My dad lives in the shadow of a cell tower and gets no reception on his property, but does if he walks to the neighbors house (100 feet or so). I suggested he get a cell phone repeater. He now gets a bar or two, but not a good quality signal. This is the one he got (but not from Thinkgeek, I don't think). It should be noted, he also got a directional antenna that company sells to point at the nearest tower besides the one he lives under.

Comment While I disagree with the state requiring it... (Score 1, Interesting) 762

... I really would appreciate having this kind of glass in my car. If there is one thing I hate most about the summer, it's having my car being boiling hot inside when I return. I know this glass wouldn't be perfect at reducing the "greenhouse effect" in the car, but it's something I'd be willing to pay to put on my own car. Besides, I don't see what's so bad about not being able to use a cell phone in a car, or blocking GPS (people should learn to read maps more often).
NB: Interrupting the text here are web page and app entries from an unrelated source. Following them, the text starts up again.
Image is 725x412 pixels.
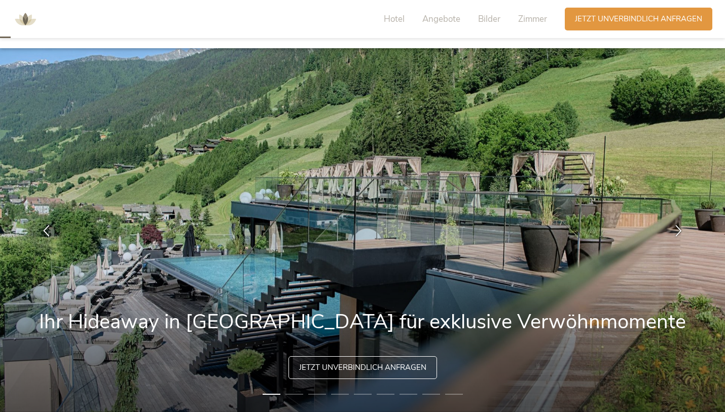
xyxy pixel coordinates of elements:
[299,362,427,373] span: Jetzt unverbindlich anfragen
[575,14,703,24] span: Jetzt unverbindlich anfragen
[384,13,405,25] span: Hotel
[10,15,41,22] a: AMONTI & LUNARIS Wellnessresort
[518,13,547,25] span: Zimmer
[423,13,461,25] span: Angebote
[478,13,501,25] span: Bilder
[10,4,41,34] img: AMONTI & LUNARIS Wellnessresort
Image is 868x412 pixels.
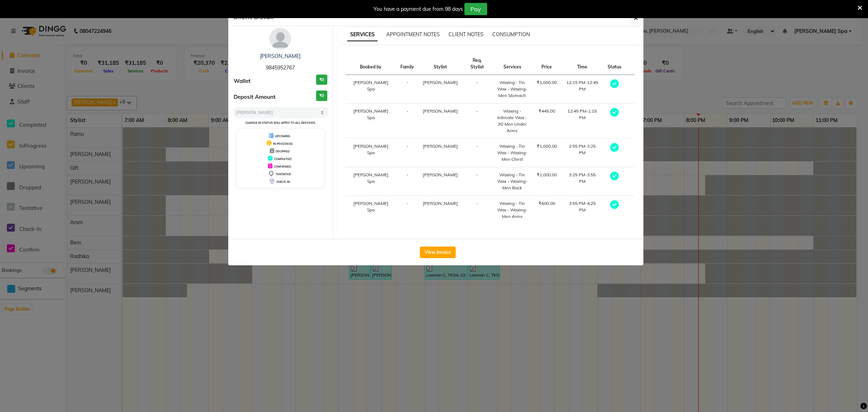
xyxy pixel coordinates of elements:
[418,53,462,75] th: Stylist
[423,108,458,113] span: [PERSON_NAME]
[423,143,458,149] span: [PERSON_NAME]
[396,103,418,138] td: -
[497,143,527,163] div: Waxing - Tin Wax - Waxing-Men Chest
[420,246,456,258] button: View Invoice
[462,53,492,75] th: Req. Stylist
[561,167,603,196] td: 3:25 PM-3:55 PM
[603,53,625,75] th: Status
[561,53,603,75] th: Time
[269,28,291,50] img: avatar
[266,64,295,71] span: 9845952767
[346,53,396,75] th: Booked by
[536,172,557,178] div: ₹1,000.00
[462,167,492,196] td: -
[423,201,458,206] span: [PERSON_NAME]
[561,75,603,103] td: 12:15 PM-12:45 PM
[423,80,458,85] span: [PERSON_NAME]
[536,108,557,115] div: ₹445.00
[316,75,328,85] h3: ₹0
[561,196,603,224] td: 3:55 PM-4:25 PM
[346,196,396,224] td: [PERSON_NAME] Spa
[245,121,316,125] small: Change in status will apply to all services.
[532,53,561,75] th: Price
[346,103,396,138] td: [PERSON_NAME] Spa
[536,79,557,85] div: ₹1,000.00
[396,138,418,167] td: -
[260,53,300,59] a: [PERSON_NAME]
[396,196,418,224] td: -
[234,93,275,102] span: Deposit Amount
[497,79,527,99] div: Waxing - Tin Wax - Waxing-Men Stomach
[234,77,250,85] span: Wallet
[492,53,532,75] th: Services
[374,5,463,13] div: You have a payment due from 98 days
[462,103,492,138] td: -
[536,200,557,207] div: ₹600.00
[346,138,396,167] td: [PERSON_NAME] Spa
[276,180,290,183] span: CHECK-IN
[449,31,484,37] span: CLIENT NOTES
[423,172,458,178] span: [PERSON_NAME]
[396,53,418,75] th: Family
[497,108,527,134] div: Waxing - Intimate Wax - 3G Men Under Arms
[347,28,377,41] span: SERVICES
[561,138,603,167] td: 2:55 PM-3:25 PM
[275,150,290,153] span: DROPPED
[561,103,603,138] td: 12:45 PM-1:15 PM
[346,167,396,196] td: [PERSON_NAME] Spa
[462,75,492,103] td: -
[492,31,530,37] span: CONSUMPTION
[462,138,492,167] td: -
[396,75,418,103] td: -
[396,167,418,196] td: -
[462,196,492,224] td: -
[386,31,440,37] span: APPOINTMENT NOTES
[497,172,527,191] div: Waxing - Tin Wax - Waxing-Men Back
[274,164,291,168] span: CONFIRMED
[275,172,291,176] span: TENTATIVE
[274,157,291,161] span: COMPLETED
[316,90,328,101] h3: ₹0
[273,142,292,145] span: IN PROGRESS
[497,200,527,220] div: Waxing - Tin Wax - Waxing-Men Arms
[465,3,487,15] button: Pay
[536,143,557,150] div: ₹1,000.00
[346,75,396,103] td: [PERSON_NAME] Spa
[275,134,290,138] span: UPCOMING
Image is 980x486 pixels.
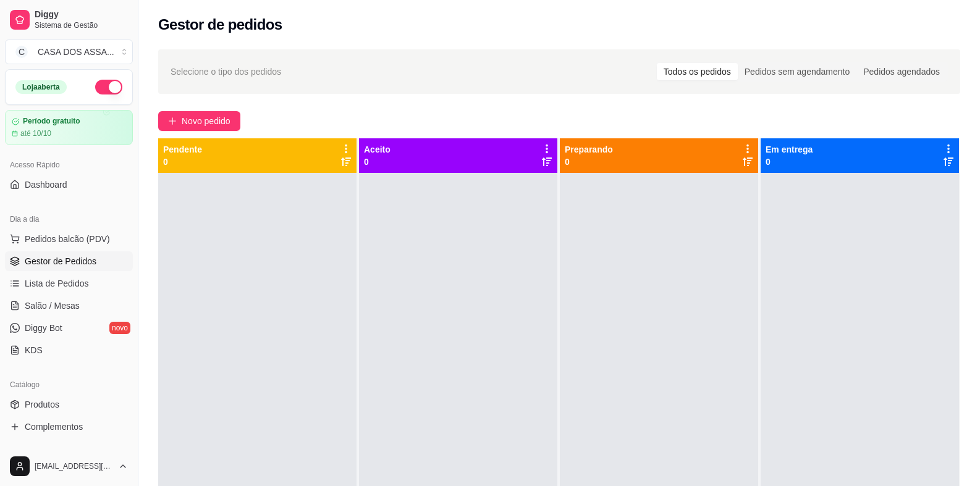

Comment Re:Please stop mounting NEMA 5-15 upside down (Score 1) 711

I've heard this one before, it's a good point. Of course, when I travel to latin america and forget my trusty 3 to 2 adapter, I usually just buy a small power strip or extension cable and rip out the grounding pin. Not very safe, but on most cables I've seen, they're not mounted in there really well anyway.

Comment Re:What about software? (Score 1) 571

As a fellow civil engineering student, I suggest you check out students.autodesk.com. They've got a bunch of their programs for free, if you are willing to put up with having a small watermark around the outside border of anything you print. It's quite nice.

I still agree, that it's really important to have a lab. I don't need to drag my laptop around with me to classes, and I can check email in a lab between classes or do work on the computers as need. Plus, it helps to be able to have a computer that is for lack of a better term, sterile. I don't have all the distractions of games, bookmarks I check daily, IM, etc. on a lab computer as I do on my own. It's easier to work on one of them than on mine.